Loved the Will Friedwald interview...he certainly has a way of saying things that make you stop and think!

David

Friedwald makes some valid points, but by way of a lot of broad generalizations. Pop music since 1960 runs the gamut from artists whose music and/or lyrics were a vehicle for personal expression, to professional songwriters churning out songs with hooks for singers with looks.
Gary Giddens did a good piece on Kay Starr in which she talks about wanting to sing jazz but not being allowed to by the big record companies. Like Rosemary Clooney she experienced a career revival when a couple of really corny songs that she was forced to record became big hits.

ortega

incredibly popular...or incredibly influential
What about incredibly good? Because that isn't neither necessarily related. Let's say Jack Jones.

Brew

Kay Starr's style here reminds me very strongly on Dinah Washington's soulful, though always kinda ironic, sometimes even sarcastic way of interpreting the good old warhorses like "Baby Won't You Please Come Home".

By singing this song that way, Kay came home indeed.

Love it!

Allen Lowe

actually, I think the songwriter as single component shift occurred well before the 1960s - think Hank Williams, Lefty Frizzell, Blind Lemon Jefferson, Lonnie Johnson, Ernest Trubb, Jimmie Rodgers, many others, and just in another realm from what we, as jazz people, tend to recognize -
-Allen Lowe

Steve Provizer

Hmmm: "They use higher intervals—ninths and beyond—which open up a wide range of harmonic possibilities." If he meant intervals, then it would be WIDER intervals. Since the intervals you use in a melody may or may not be related to the harmony, I assume he means chord _extensions_. The only blanket way you can apply this notion is to reference folk compositions and the majority of rock or blues songs.
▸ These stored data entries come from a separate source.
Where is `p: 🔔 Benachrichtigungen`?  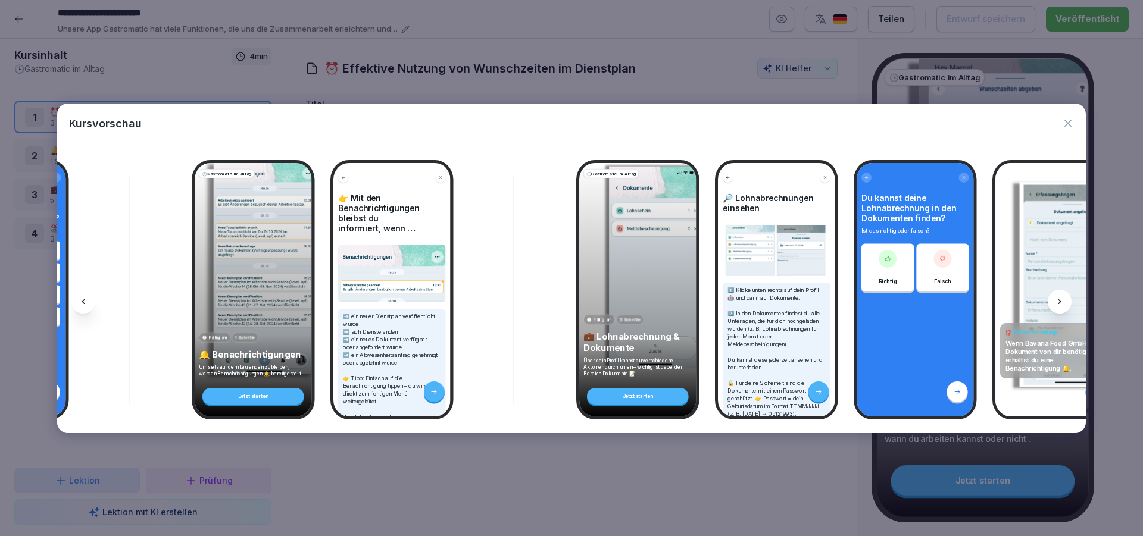
p: 🔔 Benachrichtigungen is located at coordinates (253, 354).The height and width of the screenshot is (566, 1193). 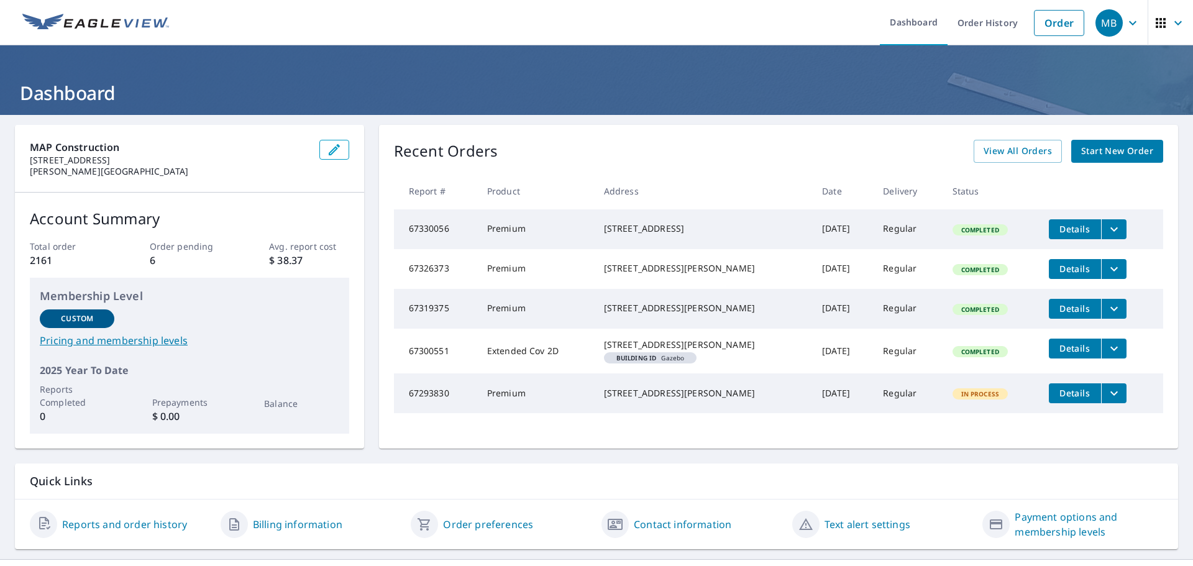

Composers working after 1960 did not jettison the use of chard extensions.

Also, let's not forget the role jazz played in transforming songs that were originally performed in what we would now call a rhythmically stiff, over-vibrattoed style. I address this in my last blog post,"Jazz 911: Rescuing the Great American Songbook" http://bit.ly/cdFfdr

Steve Provizer

---and don't we all love chard extensions.

Allen Lowe

higher intervals is fine, actually is more accurate terminology - as in higher in relation to the tonic - he wasn't talking about melodic jumps relative to each other, but the space between the root of the chord and the melody note. So he's correct.

KLR

Thanks for your blog, Marc. I've been seriously interested in jazz/pop singing for about a year and a half, through wondering who else sang various songs Julie London recorded. First singer to really capture my attention thusly was Chris Connor - thanks especially for your great interview with here. It was strange to discover her music a month after she died, too.
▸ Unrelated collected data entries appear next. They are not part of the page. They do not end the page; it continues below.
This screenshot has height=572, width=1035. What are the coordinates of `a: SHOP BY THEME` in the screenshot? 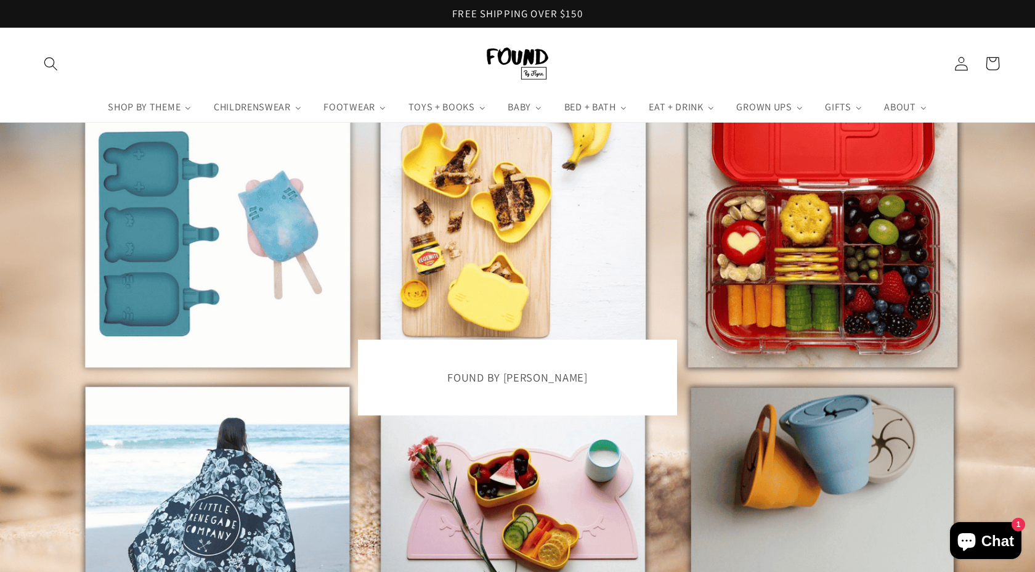 It's located at (150, 107).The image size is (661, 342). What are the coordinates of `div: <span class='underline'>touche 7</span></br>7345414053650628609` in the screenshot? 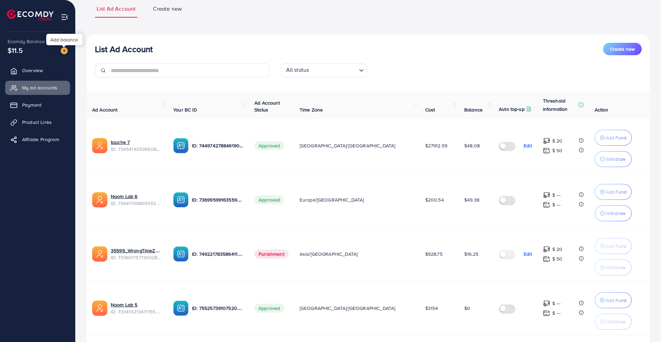 It's located at (136, 146).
Will seems to become more accomodating/thoughtful over the years; in his first book he really lets his vitriol fly. I notice that he seems to suddenly discover artists are worth mentioning after all - in the past he seems to have been dismissive of Bobby Short and Jeri Southern, for instance, now they seem to make the grade. Don't know how he's missed out on Dionne Warwick - those are some quite wide intervals in Burt's music, along with very unorthodox harmonies, rhythms, arrangements. Seems pretty sophisticated to my dull ear.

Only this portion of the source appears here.